“…believe that the history of the relationship between Britain and its colonies needs to be constantly reinterpreted” Trevor Phillips in The Times.
Imperial Britain did not have a “relationship” with its colonies. It invaded them, killed First Nations peoples, sent slaves to them, sequestered their land, exploited their natural resources and governed them in what was essentially a totalitarian and wholly undemocratic way.
Garry Sobers himself has written that a black man needed to be a three times better cricketer than a white man to be selected for the West Indies. His childhood in Barbados was one in a racist society deeply divided between the white man with the house on the hill and the black man cutting the sugar cane.

The imperial model of British exploitation and racial division was replicated everywhere though in the Dominions of Australasia and Canada once the natives were dead of disease or discrimination (or corralled into camps) the white invaders became the majority and, being white, were permitted to govern themselves.
The problem is not our tendency to re-write our imperial history but our failure to tell it. The building of the British Empire was one of the most significant features of the second Millennium but the story is inadequately recorded and taught. There is no “Museum of Empire” telling the story anywhere and surprisingly few good academic histories which comprehensively tell the story.
There are apologists for Empire and even those who will tell you it was a good thing. They are being challenged and the preposterous row over patriotic songs at the Proms may have woken a few people up to the iniquities of Empire. The use of the “Black Lives Matter” slogan and the phenomenon of “taking the knee” the same.
When the world officially condemned colonialism and effectively outlawed it via the United Nations declaration after the Second World War an end was put to what was for centuries a scar on humankind. But the legacies of Empire live on in many countries, including Britain. That many of the children of Empire have prospered is hugely to their credit and that some once colonies have emerged as successful countries in modern times likewise. But English exceptionalism, that arrogant presumption , based on Empire, that in the hierarchy of nations Britain is at the top prospers still in our post Brexit world.
History does not need to be rewritten it needs to be debated and told, glorious or otherwise. What happened needs to be related both in the context of the norms of the times when it took place and from a modern perspective. We cannot trade back, what happened happened. It cannot be disguised by flag-waving jingoism – we need to “learn from the Germans” and confront our past and where appropriate atone for it.
If you subtract for a moment the moral imperative that makes us decent humans and which separates man from beast then colonialism can be regarded as a natural, explainable, evolutionary response.
Darwin understood that for life on earth to progress, develop and survive the fittest among us had to go forth and multiply at the weakests expense. History illustrates quite well that whenever morality and decency is missing mankind reverts back to his evolutionary origins. There are modern examples everywhere.
My generation was taught to have pride in the world map coloured pink that hung in every classroom. The colonialists were regarded as British heroes and still are by a large section of the population. So is the moral imperative lacking here? Is nationalism and phoney flag-waving pride a symptom of these values? Are these supporters simply attempting to be societies fittest and great cost to the rest of us?
Brexit is the inevitable end result the Grand Final. Where none British people and countries are corralled together in the neo-colonialist mind as ‘johnny foreigner’ bad; White Anglo Saxon British good. Moral imperative missing once more.
I am not encouraged to believe that modern Britain is heading anywhere but back to the eighteenth century. A sort of Rees-Mogg/ Farage elites paradise where the ruling class virtually and by proxy flog their starving serfs at will.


TASK =
From the first line to the last, retype the records exactly without their images.

Dataset entries on figures =

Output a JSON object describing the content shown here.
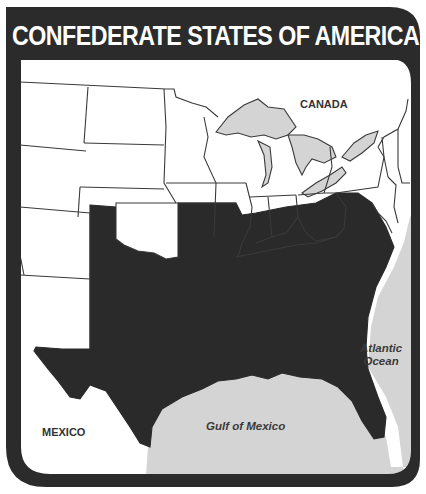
{
  "map": {
    "title": "CONFEDERATE STATES OF AMERICA",
    "labels": {
      "canada": "CANADA",
      "mexico": "MEXICO",
      "gulf": "Gulf of Mexico",
      "atlantic_line1": "Atlantic",
      "atlantic_line2": "Ocean"
    },
    "legend_meaning": {
      "confederate_states_fill": "#2a2a2a",
      "union_and_territories_fill": "#ffffff",
      "water_fill": "#d4d4d4",
      "frame_color": "#2b2b2b"
    },
    "highlighted_region": "Confederate States (shaded dark)"
  }
}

SOLUTION TO THIS EXERCISE =
Output a JSON object describing the content shown here.
{
  "map": {
    "title": "CONFEDERATE STATES OF AMERICA",
    "labels": {
      "canada": "CANADA",
      "mexico": "MEXICO",
      "gulf": "Gulf of Mexico",
      "atlantic_line1": "Atlantic",
      "atlantic_line2": "Ocean"
    },
    "legend_meaning": {
      "confederate_states_fill": "#2a2a2a",
      "union_and_territories_fill": "#ffffff",
      "water_fill": "#d4d4d4",
      "frame_color": "#2b2b2b"
    },
    "highlighted_region": "Confederate States (shaded dark)"
  }
}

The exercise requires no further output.